Even in a city like Philly, where political connections are paramount and it's who you know that matters, this is ridiculous:
Members of a recently formed school-safety task force have learned that the process of assigning crossing guards isn't based on any objective criteria. Instead, guards are assigned based on pressure from politicians.
The Police Department, which operates the $11 million crossing-guard program, doesn't assign guards based on such measures as the number of children crossing the street or volume of vehicle traffic, task force members said.
The department also rarely reassesses where guards are assigned, so the current configuration of guards is essentially the same as it was two decades ago, despite significant shifts in student populations.
Crossing-guard deployment is "largely a political process," said Francis Dougherty, the city managing director's special assistant.
"No one seems to know" how guards are assigned, Dougherty said. "I'm amazed."
Eleven million dollars to assign crossing guards, yet there are none near some Philly schools on busy streets, and more than one in areas where schools have long been closed. And a horrific number of students have been hit by cars since the beginning of the 2003-04 school year.
So far this school year, 56 public-school children across the city have been hit by cars around schools, according to school district records. Most of those accidents have occurred right outside schools. Two recent accidents injuring students outside school occurred at corners where the guard was absent, and in May 2001, a 5-year-old boy was killed at an intersection where the crossing guard was absent.
City Councilman Jim Kenney, who has called for Council hearings on traffic dangers around schools, called the crossing-guard program a "mess."
The school district's chief executive officer, Paul Vallas, has directed staff to identify intersections where guards are needed as part of an overall safe-corridors program.
"There doesn't seem to be a lot of rhyme or reason to the assignment of guards," Vallas said yesterday. "I don't think there ever was any real accountability. We need to be screaming for some accountability."
Crossing guards are assigned to intersections, not schools. The crossing-guard unit has funding for guards at 1,037 city intersections. Guards start at a salary of $44 per day.
If a school wants a guard at an unassigned corner, there are two options: Council can approve additional funding for that corner, or the crossing-guard unit can reassign a guard from another corner...
No one could explain why two crossing guards are assigned to corners near a school that has been closed for 21 years...
When no one can explain why a system works the way it does, even after children have been killed, heads should roll. I hope the Daily News repeated coverage of this problem prompts investigations and reassignments.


- [Assigned task]: Would you restate the entries below exactly, keeping every line?

Provided data START

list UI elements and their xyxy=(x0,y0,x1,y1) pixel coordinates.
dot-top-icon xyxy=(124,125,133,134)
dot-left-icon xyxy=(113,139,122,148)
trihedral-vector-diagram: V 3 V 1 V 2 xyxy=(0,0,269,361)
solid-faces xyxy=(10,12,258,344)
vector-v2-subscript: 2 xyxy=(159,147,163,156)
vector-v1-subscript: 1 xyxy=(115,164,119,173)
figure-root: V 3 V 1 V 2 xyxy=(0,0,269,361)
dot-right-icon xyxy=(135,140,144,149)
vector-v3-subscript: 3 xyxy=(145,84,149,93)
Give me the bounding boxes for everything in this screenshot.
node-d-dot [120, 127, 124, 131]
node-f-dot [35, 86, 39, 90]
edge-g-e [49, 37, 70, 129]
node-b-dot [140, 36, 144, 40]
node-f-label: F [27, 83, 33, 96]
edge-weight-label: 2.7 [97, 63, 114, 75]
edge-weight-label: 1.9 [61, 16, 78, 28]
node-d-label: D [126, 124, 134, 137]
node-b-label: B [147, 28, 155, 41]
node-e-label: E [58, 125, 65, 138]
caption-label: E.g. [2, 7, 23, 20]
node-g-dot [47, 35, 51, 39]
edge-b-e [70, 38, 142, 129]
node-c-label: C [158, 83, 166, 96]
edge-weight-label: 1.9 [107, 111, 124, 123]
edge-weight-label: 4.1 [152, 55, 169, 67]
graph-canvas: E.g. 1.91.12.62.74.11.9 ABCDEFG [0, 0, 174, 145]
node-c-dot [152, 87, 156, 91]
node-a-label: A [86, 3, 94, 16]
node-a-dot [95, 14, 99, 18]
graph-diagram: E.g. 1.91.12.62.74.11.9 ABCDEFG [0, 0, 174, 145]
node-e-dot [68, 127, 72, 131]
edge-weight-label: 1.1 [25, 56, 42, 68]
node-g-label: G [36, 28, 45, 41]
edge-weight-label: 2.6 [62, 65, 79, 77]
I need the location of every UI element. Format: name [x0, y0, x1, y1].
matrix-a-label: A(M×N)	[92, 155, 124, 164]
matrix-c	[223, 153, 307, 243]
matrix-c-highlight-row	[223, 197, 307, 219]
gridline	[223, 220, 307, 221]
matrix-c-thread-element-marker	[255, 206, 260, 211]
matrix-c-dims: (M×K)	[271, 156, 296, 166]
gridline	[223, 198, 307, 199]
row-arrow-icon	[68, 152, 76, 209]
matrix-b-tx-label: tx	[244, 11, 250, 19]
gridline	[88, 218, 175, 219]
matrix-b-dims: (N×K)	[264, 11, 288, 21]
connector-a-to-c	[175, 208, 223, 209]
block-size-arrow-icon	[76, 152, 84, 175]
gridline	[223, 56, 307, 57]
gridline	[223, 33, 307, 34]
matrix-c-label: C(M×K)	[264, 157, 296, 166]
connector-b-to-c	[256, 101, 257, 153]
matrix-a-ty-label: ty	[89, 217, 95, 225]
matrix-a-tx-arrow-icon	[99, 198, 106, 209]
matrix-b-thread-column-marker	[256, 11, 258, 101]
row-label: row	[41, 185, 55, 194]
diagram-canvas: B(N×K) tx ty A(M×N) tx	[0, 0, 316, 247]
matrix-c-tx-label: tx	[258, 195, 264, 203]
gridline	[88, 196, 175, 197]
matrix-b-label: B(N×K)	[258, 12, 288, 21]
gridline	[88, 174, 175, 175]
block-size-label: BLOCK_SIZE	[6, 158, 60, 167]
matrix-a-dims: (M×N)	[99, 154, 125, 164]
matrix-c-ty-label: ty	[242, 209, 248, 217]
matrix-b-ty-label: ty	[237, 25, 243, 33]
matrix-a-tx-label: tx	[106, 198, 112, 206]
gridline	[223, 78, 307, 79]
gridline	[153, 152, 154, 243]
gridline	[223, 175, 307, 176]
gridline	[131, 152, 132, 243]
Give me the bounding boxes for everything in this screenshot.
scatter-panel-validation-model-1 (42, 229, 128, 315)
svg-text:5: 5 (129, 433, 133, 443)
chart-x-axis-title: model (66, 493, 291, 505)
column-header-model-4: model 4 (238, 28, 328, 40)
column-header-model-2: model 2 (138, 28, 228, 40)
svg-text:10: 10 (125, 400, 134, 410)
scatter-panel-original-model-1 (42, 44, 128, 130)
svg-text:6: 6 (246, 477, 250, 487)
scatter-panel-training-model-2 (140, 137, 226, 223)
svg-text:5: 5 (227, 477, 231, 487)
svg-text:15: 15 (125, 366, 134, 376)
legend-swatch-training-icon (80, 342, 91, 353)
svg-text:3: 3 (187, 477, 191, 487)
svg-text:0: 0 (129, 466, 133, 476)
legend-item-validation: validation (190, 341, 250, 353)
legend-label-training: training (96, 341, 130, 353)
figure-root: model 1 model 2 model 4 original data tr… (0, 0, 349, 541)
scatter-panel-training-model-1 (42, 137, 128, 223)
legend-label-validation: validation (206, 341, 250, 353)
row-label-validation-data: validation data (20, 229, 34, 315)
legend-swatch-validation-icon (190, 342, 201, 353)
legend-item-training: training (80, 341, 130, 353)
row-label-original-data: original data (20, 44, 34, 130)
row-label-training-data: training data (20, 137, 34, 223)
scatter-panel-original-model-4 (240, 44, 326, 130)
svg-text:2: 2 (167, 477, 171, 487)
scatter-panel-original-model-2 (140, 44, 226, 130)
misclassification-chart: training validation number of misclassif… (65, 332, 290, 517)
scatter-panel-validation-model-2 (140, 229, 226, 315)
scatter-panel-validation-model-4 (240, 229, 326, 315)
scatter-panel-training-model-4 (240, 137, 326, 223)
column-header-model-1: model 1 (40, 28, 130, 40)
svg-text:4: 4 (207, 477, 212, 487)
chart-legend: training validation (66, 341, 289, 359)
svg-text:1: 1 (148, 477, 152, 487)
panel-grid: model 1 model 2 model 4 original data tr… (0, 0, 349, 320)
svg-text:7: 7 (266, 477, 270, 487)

Provided data END

- [Solution]:
list UI elements and their xyxy=(x0,y0,x1,y1) pixel coordinates.
dot-top-icon xyxy=(124,125,133,134)
dot-left-icon xyxy=(113,139,122,148)
trihedral-vector-diagram: V 3 V 1 V 2 xyxy=(0,0,269,361)
solid-faces xyxy=(10,12,258,344)
vector-v2-subscript: 2 xyxy=(159,147,163,156)
vector-v1-subscript: 1 xyxy=(115,164,119,173)
figure-root: V 3 V 1 V 2 xyxy=(0,0,269,361)
dot-right-icon xyxy=(135,140,144,149)
vector-v3-subscript: 3 xyxy=(145,84,149,93)
Give me the bounding boxes for everything in this screenshot.
node-d-dot [120, 127, 124, 131]
node-f-dot [35, 86, 39, 90]
edge-g-e [49, 37, 70, 129]
node-b-dot [140, 36, 144, 40]
node-f-label: F [27, 83, 33, 96]
edge-weight-label: 2.7 [97, 63, 114, 75]
edge-weight-label: 1.9 [61, 16, 78, 28]
node-d-label: D [126, 124, 134, 137]
node-b-label: B [147, 28, 155, 41]
node-e-label: E [58, 125, 65, 138]
caption-label: E.g. [2, 7, 23, 20]
node-g-dot [47, 35, 51, 39]
edge-b-e [70, 38, 142, 129]
node-c-label: C [158, 83, 166, 96]
edge-weight-label: 1.9 [107, 111, 124, 123]
edge-weight-label: 4.1 [152, 55, 169, 67]
graph-canvas: E.g. 1.91.12.62.74.11.9 ABCDEFG [0, 0, 174, 145]
node-c-dot [152, 87, 156, 91]
node-a-label: A [86, 3, 94, 16]
node-a-dot [95, 14, 99, 18]
graph-diagram: E.g. 1.91.12.62.74.11.9 ABCDEFG [0, 0, 174, 145]
node-e-dot [68, 127, 72, 131]
edge-weight-label: 1.1 [25, 56, 42, 68]
node-g-label: G [36, 28, 45, 41]
edge-weight-label: 2.6 [62, 65, 79, 77]
I need the location of every UI element. Format: name [x0, y0, x1, y1].
matrix-a-label: A(M×N)	[92, 155, 124, 164]
matrix-c	[223, 153, 307, 243]
matrix-c-highlight-row	[223, 197, 307, 219]
gridline	[223, 220, 307, 221]
matrix-c-thread-element-marker	[255, 206, 260, 211]
matrix-c-dims: (M×K)	[271, 156, 296, 166]
gridline	[223, 198, 307, 199]
row-arrow-icon	[68, 152, 76, 209]
matrix-b-tx-label: tx	[244, 11, 250, 19]
gridline	[88, 218, 175, 219]
matrix-b-dims: (N×K)	[264, 11, 288, 21]
connector-a-to-c	[175, 208, 223, 209]
block-size-arrow-icon	[76, 152, 84, 175]
gridline	[223, 56, 307, 57]
gridline	[223, 33, 307, 34]
matrix-c-label: C(M×K)	[264, 157, 296, 166]
connector-b-to-c	[256, 101, 257, 153]
matrix-a-ty-label: ty	[89, 217, 95, 225]
matrix-a-tx-arrow-icon	[99, 198, 106, 209]
matrix-b-thread-column-marker	[256, 11, 258, 101]
row-label: row	[41, 185, 55, 194]
diagram-canvas: B(N×K) tx ty A(M×N) tx	[0, 0, 316, 247]
matrix-c-tx-label: tx	[258, 195, 264, 203]
gridline	[88, 196, 175, 197]
matrix-b-label: B(N×K)	[258, 12, 288, 21]
gridline	[88, 174, 175, 175]
block-size-label: BLOCK_SIZE	[6, 158, 60, 167]
matrix-a-dims: (M×N)	[99, 154, 125, 164]
matrix-c-ty-label: ty	[242, 209, 248, 217]
matrix-b-ty-label: ty	[237, 25, 243, 33]
matrix-a-tx-label: tx	[106, 198, 112, 206]
gridline	[223, 78, 307, 79]
gridline	[153, 152, 154, 243]
gridline	[223, 175, 307, 176]
gridline	[131, 152, 132, 243]
Give me the bounding boxes for everything in this screenshot.
scatter-panel-validation-model-1 (42, 229, 128, 315)
svg-text:5: 5 (129, 433, 133, 443)
chart-x-axis-title: model (66, 493, 291, 505)
column-header-model-4: model 4 (238, 28, 328, 40)
column-header-model-2: model 2 (138, 28, 228, 40)
svg-text:10: 10 (125, 400, 134, 410)
scatter-panel-original-model-1 (42, 44, 128, 130)
svg-text:6: 6 (246, 477, 250, 487)
scatter-panel-training-model-2 (140, 137, 226, 223)
svg-text:5: 5 (227, 477, 231, 487)
svg-text:15: 15 (125, 366, 134, 376)
legend-swatch-training-icon (80, 342, 91, 353)
svg-text:3: 3 (187, 477, 191, 487)
svg-text:0: 0 (129, 466, 133, 476)
legend-item-validation: validation (190, 341, 250, 353)
legend-label-training: training (96, 341, 130, 353)
figure-root: model 1 model 2 model 4 original data tr… (0, 0, 349, 541)
scatter-panel-training-model-1 (42, 137, 128, 223)
legend-label-validation: validation (206, 341, 250, 353)
row-label-validation-data: validation data (20, 229, 34, 315)
legend-swatch-validation-icon (190, 342, 201, 353)
legend-item-training: training (80, 341, 130, 353)
row-label-original-data: original data (20, 44, 34, 130)
row-label-training-data: training data (20, 137, 34, 223)
scatter-panel-original-model-4 (240, 44, 326, 130)
svg-text:2: 2 (167, 477, 171, 487)
scatter-panel-original-model-2 (140, 44, 226, 130)
misclassification-chart: training validation number of misclassif… (65, 332, 290, 517)
scatter-panel-validation-model-2 (140, 229, 226, 315)
scatter-panel-validation-model-4 (240, 229, 326, 315)
scatter-panel-training-model-4 (240, 137, 326, 223)
column-header-model-1: model 1 (40, 28, 130, 40)
svg-text:4: 4 (207, 477, 212, 487)
chart-legend: training validation (66, 341, 289, 359)
svg-text:1: 1 (148, 477, 152, 487)
panel-grid: model 1 model 2 model 4 original data tr… (0, 0, 349, 320)
svg-text:7: 7 (266, 477, 270, 487)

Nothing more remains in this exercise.